I was going to try and re-read this before I reviewed it to try and make some thoughts more thoughtful and coherent, but I just don’t have the time right now, even though I really want to. Maybe I’ll get in a re-read before one of my IRL book clubs discusses it (we picked it for June, but had to postpone the meeting due to some COVID breakouts, BLERG).
This is lit-fic but I liked it anyway, and this is is sci-fi, but very artsy, and this is also very smart but not stuck up. It’s also about a pandemic, and about an author who wrote a pandemic novel, and then got stuck in a pandemic herself after becoming famous for writing the pandemic novel (so, no parallels there, right?). And also also, time travel!
That’s all I got. The more feelings I have, the less words I have to express them.
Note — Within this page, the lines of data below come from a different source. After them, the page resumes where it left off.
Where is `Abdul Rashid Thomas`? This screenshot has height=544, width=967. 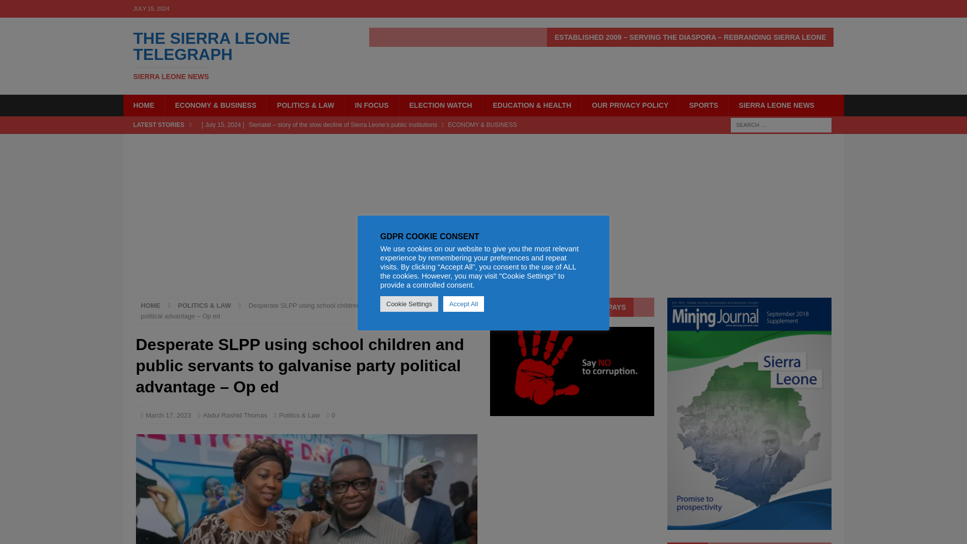
Abdul Rashid Thomas is located at coordinates (235, 415).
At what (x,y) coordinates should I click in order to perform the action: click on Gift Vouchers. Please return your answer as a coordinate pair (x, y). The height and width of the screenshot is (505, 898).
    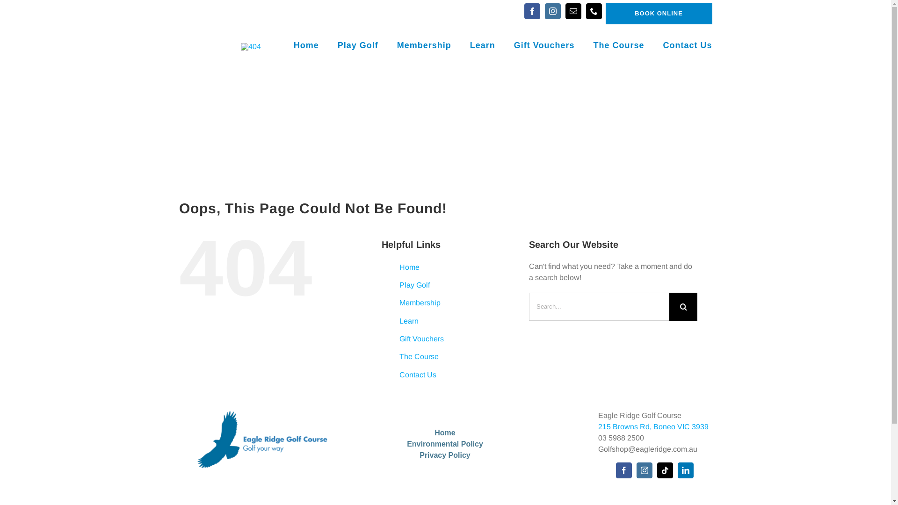
    Looking at the image, I should click on (544, 46).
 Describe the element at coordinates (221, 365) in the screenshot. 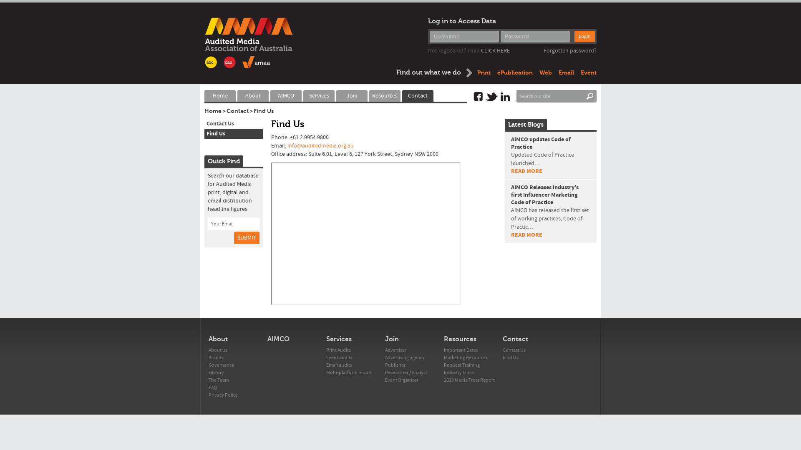

I see `Governance` at that location.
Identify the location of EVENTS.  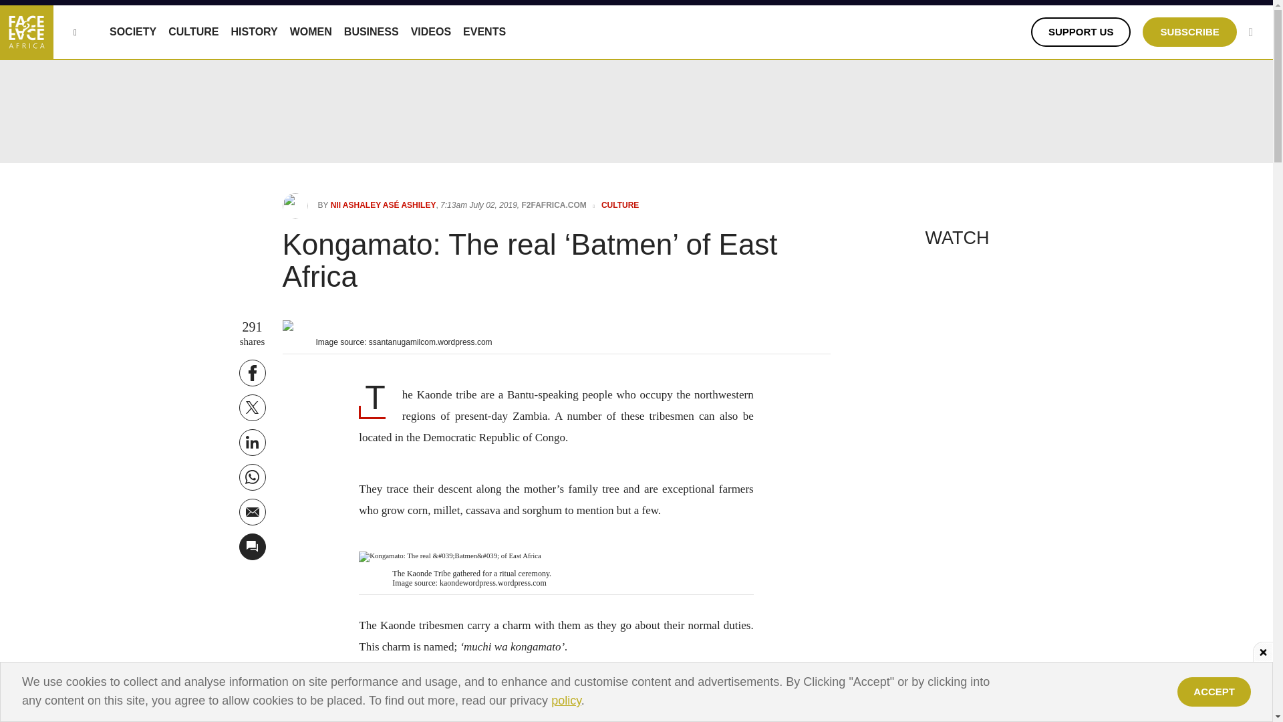
(484, 31).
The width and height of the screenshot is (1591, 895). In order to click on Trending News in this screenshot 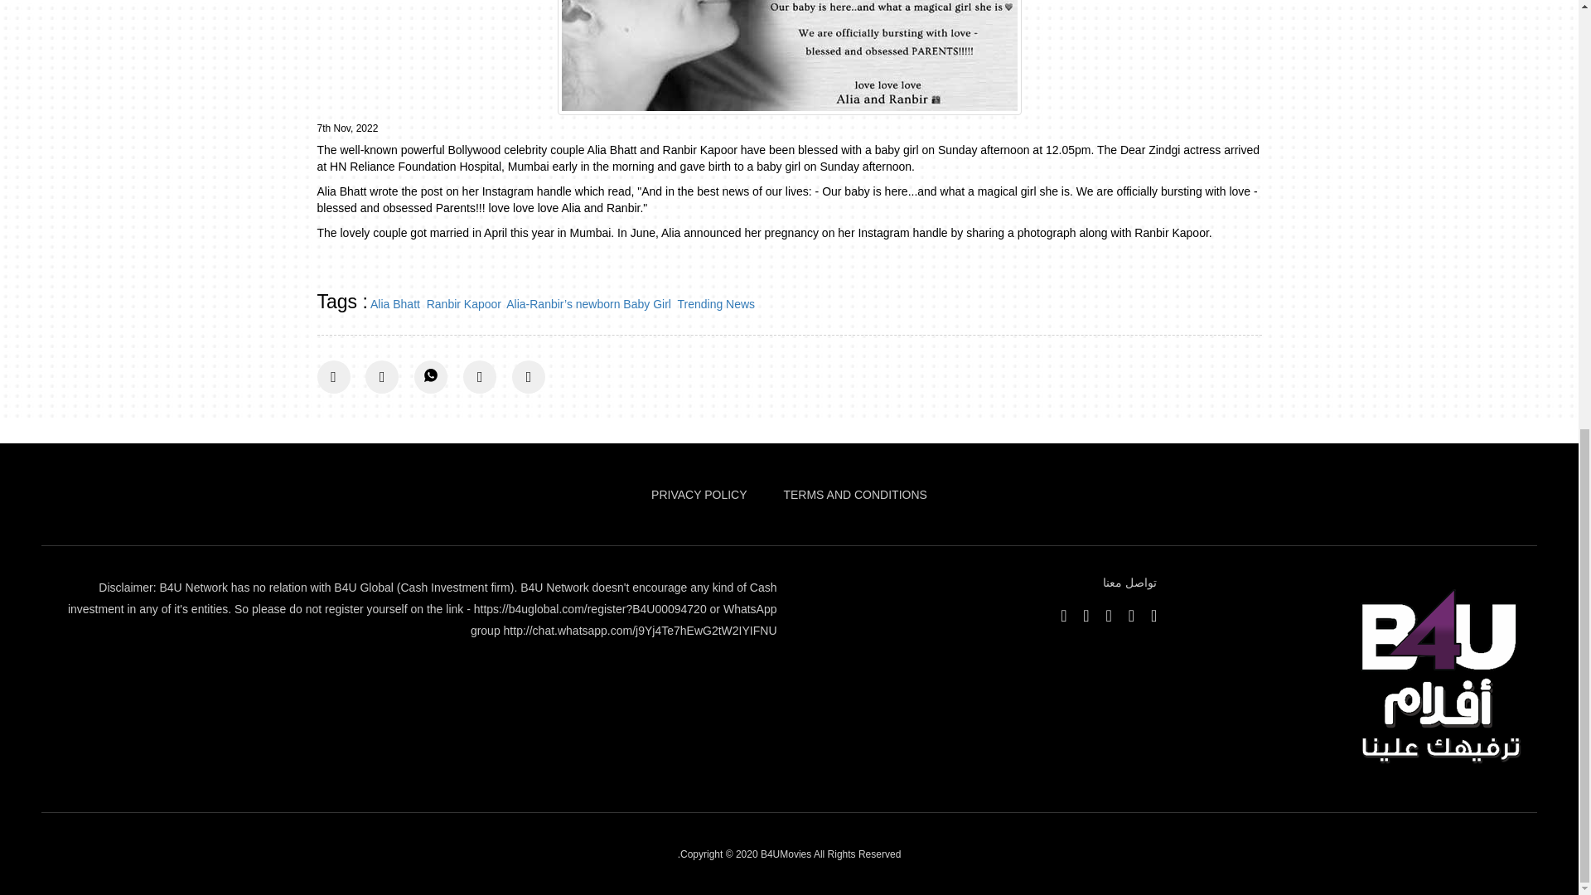, I will do `click(716, 303)`.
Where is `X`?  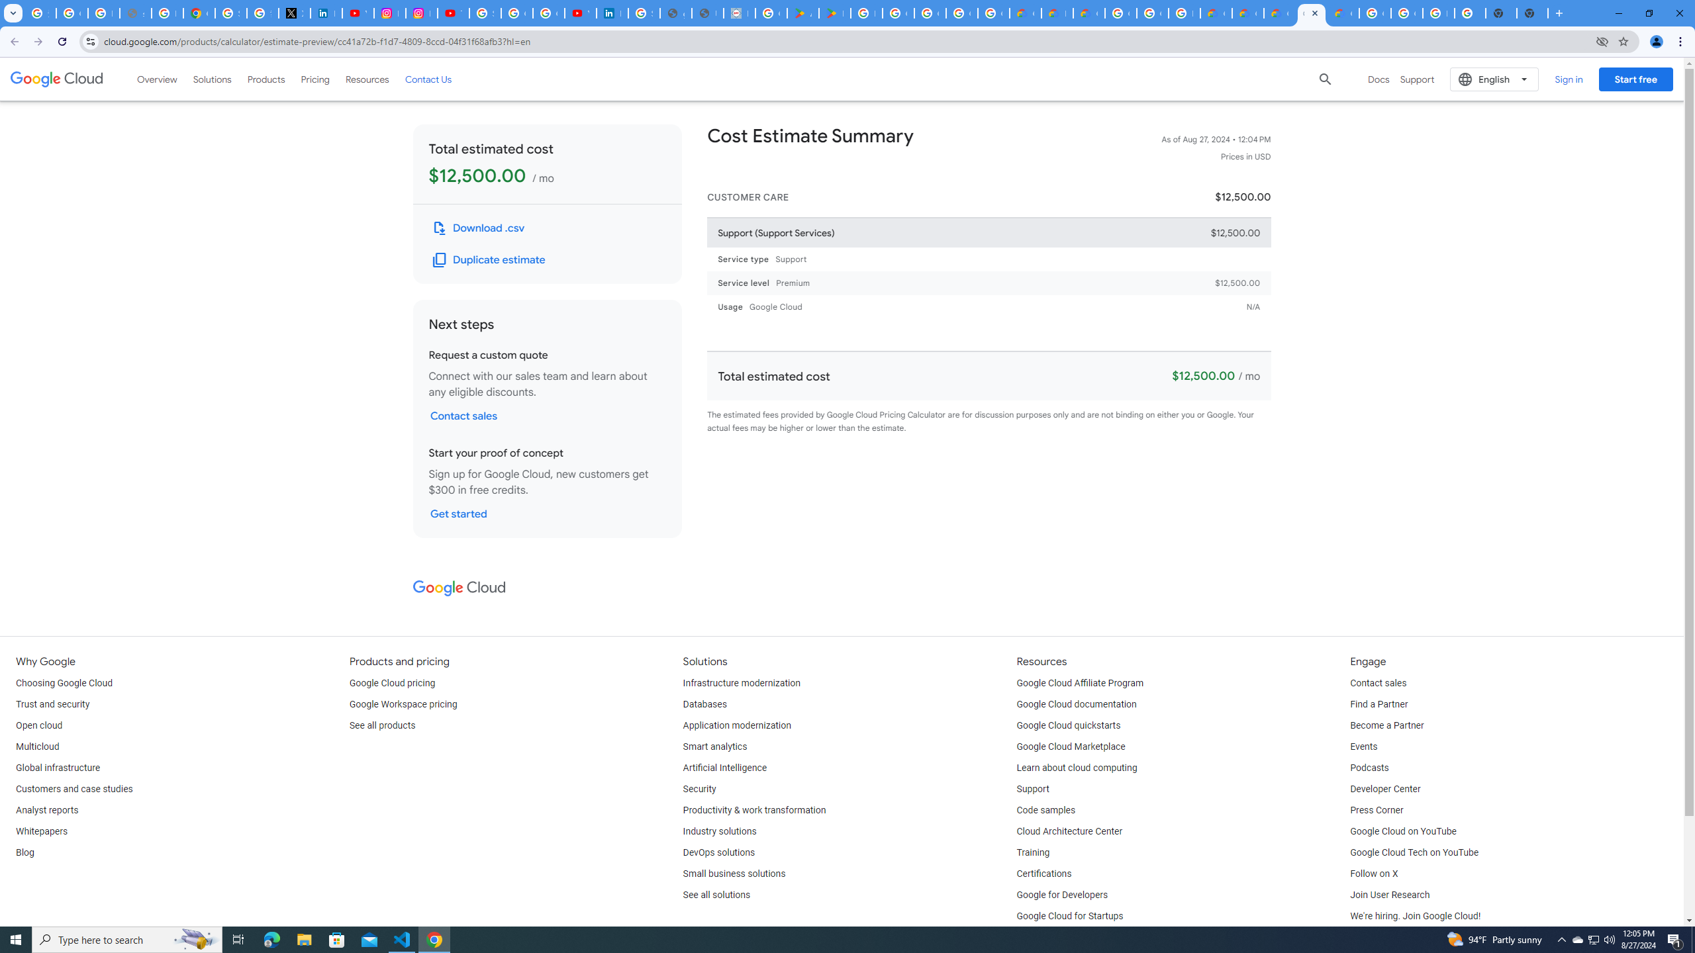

Here are some of Emily St. John Mandel’s words instead:
“My point is, there’s always something. I think, as a species, we have a desire to believe that we’re living at the climax of the story. It’s a kind of narcissism. We want to believe that we’re uniquely important, that we’re living at the end of history, that now, after all these millennia of false alarms, now is finally the worst that it’s ever been, that finally we have reached the end of the world.”
“It’s shocking to wake up in one world and find yourself in another by nightfall, but the situation isn’t actually all that unusual. You wake up married, then your spouse dies over the course of the day. You wake up in peacetime and by noon your country is at war; you wake up in ignorance and by the evening it’s clear that a pandemic is already here.”
“The truth is,” Olive said, behind a lectern in Paris, “even now, all these centuries later, for all our technological advances, all our scientific knowledge of illness, we still don’t always know why one person gets sick and another doesn’t, or why one patient survives and another dies. Illness frightens us because it’s chaotic. There’s an awful randomness about it.”
“Sometimes you don’t know you’re going to throw a grenade until you’ve already pulled the pin.”
“If there’s pleasure in action, there’s peace in stillness.”
“You should have told me my cat was a time traveller.”